If you’re lucky, the Rust API will have already been added. Otherwise you’ll need to write an example for that one too.

8. Labeled metrics (if necessary)

If your new metric type is Labeled, you have more work to do. I’m assuming you’ve already implemented the non-labeled sub metric type following the steps above. Now you must add “Labeledness” to it.

There are four pieces to this:

FFI

  • To add the writeable storage Rust will use to store the dynamically-generated sub metric instances, add your sub metric type’s map as a list item in the submetric_maps mod of rust.jinja2.

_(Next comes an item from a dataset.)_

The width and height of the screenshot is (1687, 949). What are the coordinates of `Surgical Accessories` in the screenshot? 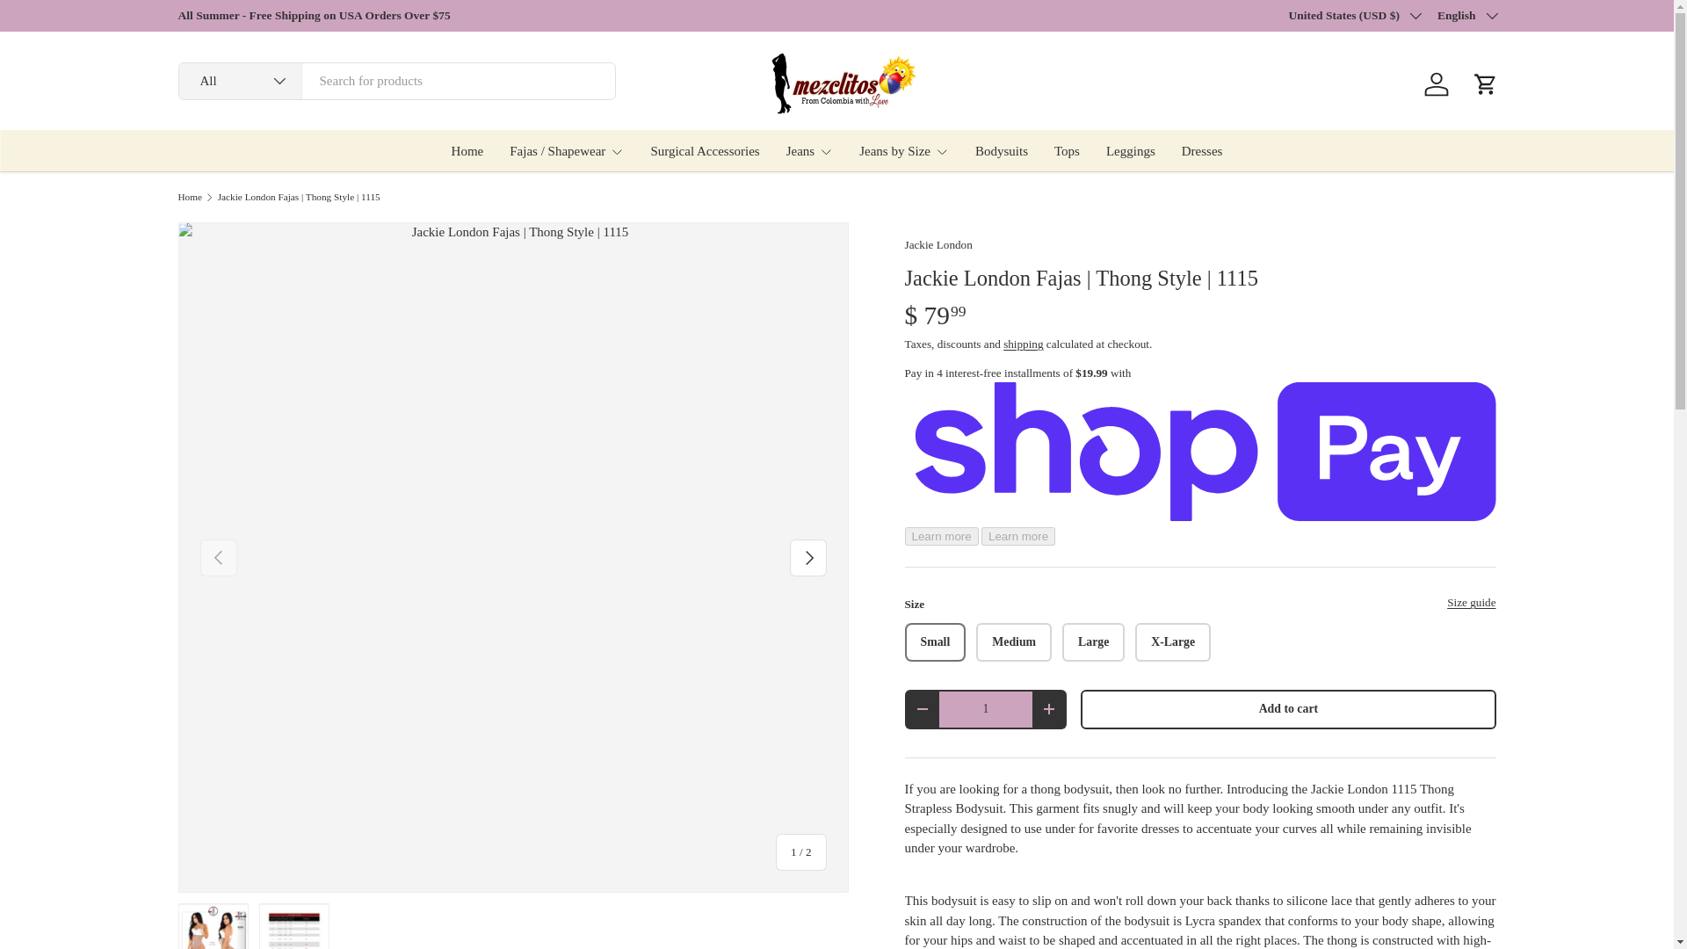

  • Following the pattern of the others, add a fog_{your labeled metric name here}_get() FFI API to api/src/ffi/mod.rs. This is what C++ and JS will use to allocate and retrieve sub metric instances by id.

C++

  • Following the pattern of the others, add a template specialiation for Labeled<YourSubMetric>::Get to bindings/private/Labeled.cpp. This will ensure C++ consumers can fetch or create sub metric instances.

JS

  • Already handled for you since the JS types all inherit from nsISupports and the JS template knows to add your new type to NewSubMetricFromIds(...) (see GleanLabeled::NamedGetter if you’re curious).

Tests

  • The labeled variant will need tests the same as Step #6. A tip: be sure to test two labels with different values.

Python Tests

We have a suite of tests for ensuring code generation generates appropriate code. You should add a metric to that suite for your new metric type. You will need to regenerate the expected files.